JPay's terms of service also forbid users from duplicating anything they receive through the system. This means:

  • If an inmate writes a poem and sends it to his mom on Mother’s Day via JPay’s email services, JPay could own the poem.
  • If a child sends a photo of a drawing to their incarcerated parent, JPay could own the drawing. 
  • If a radio journalist used the JPay system to conduct extensive interviews with an inmate, JPay could claim ownership of a large portion of the resulting podcast series. (Serial’s Sarah Koenigfamously used Global Tel*Link, a competing but also problematic company, to talk to convicted murderer Adnan Syed.)

It's unclear why JPay wants ownership of these communications and what they plan to do with them. However, if an inmate wanted to fight JPay over who has rights to use the content, they can’t necessarily take it to a regular court. JPay’s terms of service mandate that all disputes be handled through arbitration in Florida.

These are hypotheticals, of course, but this issue is playing out in a real legal battle taking place in Indiana, where prison officials have been aggressively enforcing JPay’s intellectual property rights and terms of service.

Valeria Buford has been running an Internet campaign to get her brother Leon Benson’s murder conviction overturned.  In August 2014, Benson used JPay to record a 30-second videogram thanking his supporters and asking them to attend an upcoming hearing in his appeal. Buford posted this to Facebook, but when prison staff discovered it, Buford’s JPay access was suspended and, according to the Indianapolis Star, Benson was disciplined, sent to solitary confinement, and stripped of good-time days. To justify the discipline, they claimed that they were simply enforcing JPay’s intellectual property rights and terms of service.

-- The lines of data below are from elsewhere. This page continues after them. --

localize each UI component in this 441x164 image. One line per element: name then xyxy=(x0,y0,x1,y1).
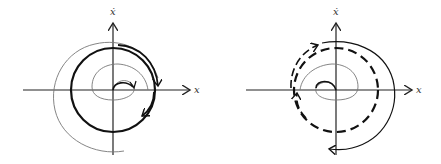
right-phase-portrait xyxy=(246,23,412,155)
right-outer-spiral xyxy=(322,42,395,150)
right-inner-arrow xyxy=(316,82,336,91)
left-inner-arrow xyxy=(113,83,133,90)
right-x-axis-label: x xyxy=(416,85,422,95)
left-y-axis-label: ẋ xyxy=(110,7,116,17)
left-inner-spiral xyxy=(92,64,148,100)
right-y-axis-label: ẋ xyxy=(333,7,339,17)
left-phase-portrait xyxy=(23,23,190,155)
phase-portraits xyxy=(0,0,441,164)
left-outer-arrow xyxy=(118,45,158,86)
left-x-axis-label: x xyxy=(194,85,200,95)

(The Buford case is not the first time we have seen corrections officers use “Terms of Service” violations to censor inmates.  Over the last year, for example, we have reported on how prisons leverage Facebook’s Terms of Service to have inmates’ profile pages suspended.)

Buford is currently suing the Indiana Department of Corrections with the help of the American Civil Liberties Union of Indiana. Although Buford’s JPay access has since been restored, she argues that her First Amendment rights are chilled because she “continues to face loss of her ability to communicate with her brother through [JPay] if she so much as posts an internet message from him.”  

Buford may find support for her suit in a recent decision by a Pennsylvania federal court that knocked down Pennsylvania’s Revictimization Relief Act, which allows crime victims to sue inmates who engage in “conduct which perpetuates the continuing effect of the crime on the victim,” including online speech. The court concluded:

A past criminal offense does not extinguish the offender’s constitutional right to free expression. The First Amendment does not evanesce at the prison gate, and its enduring guarantee of freedom of speech subsumes the right to expressive conduct that some may find offensive.

According to court records, JPay told Buford directly that she was free to do what she liked with the videogram, including posting it to social media. But JPay hasn’t done the really important thing: change its terms of service.

Last month, JPay was acquired by Securus, one of the largest suppliers of telephone systems to prisons and jail. Before Securus proceeds with its expansion plans, it should immediately remove these clauses. Contractors that provided inmate services within prisons benefit from what amounts to a government-granted monopoly, since their customers literally can’t go anywhere else to do their shopping. That means its incumbent on these companies, and the prisons that contract with them, to ensure that prices are fair and proportionate.

JPay’s intellectual property grab is neither. 

 

 

This article was original published by the Electronic Frontier Foundation. It is reprinted with the author's permission.